We touch here on a trait of Burke’s character which is evident in his earliest pamphlet, the ironical reply to Bolingbroke, the want of any sanguine strain in his mental constitution, or, if one cares to put it so, of faith. Despite all that he had said of the wisdom latent in prejudice; despite the wonder and admiration with which, in the speech On Conciliation, he contemplated a people governing themselves when the machinery of government had been withdrawn; the advent of democracy inspired him with anxiety qualified neither by faith in the inherent good sense and rectitude of human nature, nor by any confidence in the durability of inherited sentiment and prejudice. Nothing, it seemed to him, but the overruling providence of God could have evolved from the weak and selfish natures of men the miracle of a free state with all its checks and balances and adjustments to the complex character and manifold wants of the physical and spiritual nature of man; and, in a moment, the work of ages might be undone, the “nice equipoise” overset, the sentiments and prejudices of ages destroyed, and “philosophy” and “Jacobinism” be among us, bringing with them anarchy and the “end of all things.” Nothing marks so clearly the interval between Burke’s temperament and that of the romantic revival as it is revealed in Wordsworth.

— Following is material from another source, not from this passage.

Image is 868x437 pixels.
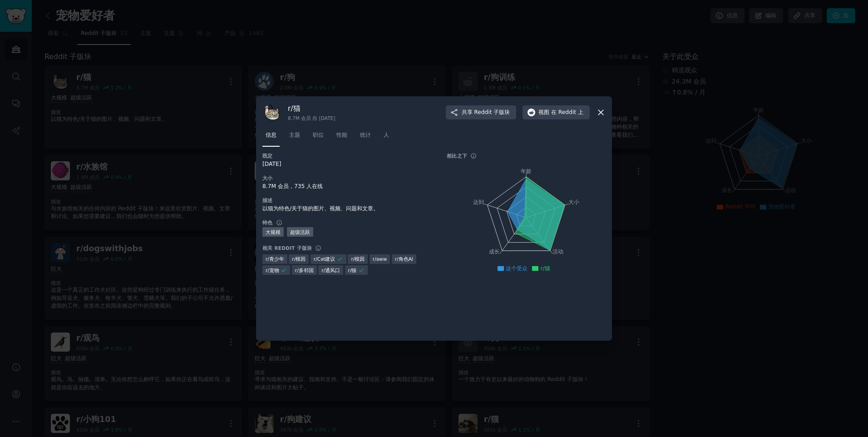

What Burke has of the deeper spirit of that movement is seen not so much in the poetic imagery of his finest prose as in the philosophical imagination which informs his conception of the state, in virtue of which he transcends the rationalism of the century. His vision of the growth of society, his sense of something mysterious and divine at work in human institutions and prejudices, of something at once sacred and beautiful in the sentiments of chivalrous loyalty and honour, in the stately edifice of the British constitution with all its orders, in the ancient civilisation of India—all these have in them more than Sir Walter Scott’s love of a romantic and picturesque past. There is in them the same mood of mind as is manifest in Wordsworth’s sense of something mysterious and divine in the life of nature and the emotions of simple men, which links the eternal process of the stars to the moral admonitions of the human heart. But there is a difference. The illusion or faith, call it what one will, which made lyrical the prose of Rousseau and inspired the youthful Wordsworth when he hailed the French revolution as a new era in the history of the race,

  • Bliss was it in that dawn to be alive,
  • But to be young was very heaven,
  • was a stranger to Burke’s mind; nor has the stoicism with which he contemplates the successive defeat of all his undertakings anything in common with the soberer optimism, the cultivation of a steadfast hopefulness, which, in Wordsworth’s mind, succeeded to disillusionment, and rested on his faith in the invincibility of the moral reason. Wordsworth the postmaster did not remain a democrat, but Wordsworth the poet derived from his early experiences of the peasantry a faith in human nature, in those who go to make the people, which Burke’s experience of “the swinish multitude” at contested elections, and in Gordon riots, never permitted to his reflective mind and sensitive temperament. In his crusade against Jacobinism and a regicide peace, Burke appealed to kings and nobles and the duty of a government to guide the people; in continuing the crusade against Napoleon, Wordsworth delighted to note that the firmest opposition came from the peasantry of Spain and the Tyrol: “In the conduct of this argument,” he writes, in The Convention of Cintra, “I am not speaking to the humbler ranks of soceity: it is unnecessary: they trust in nature and are safe.”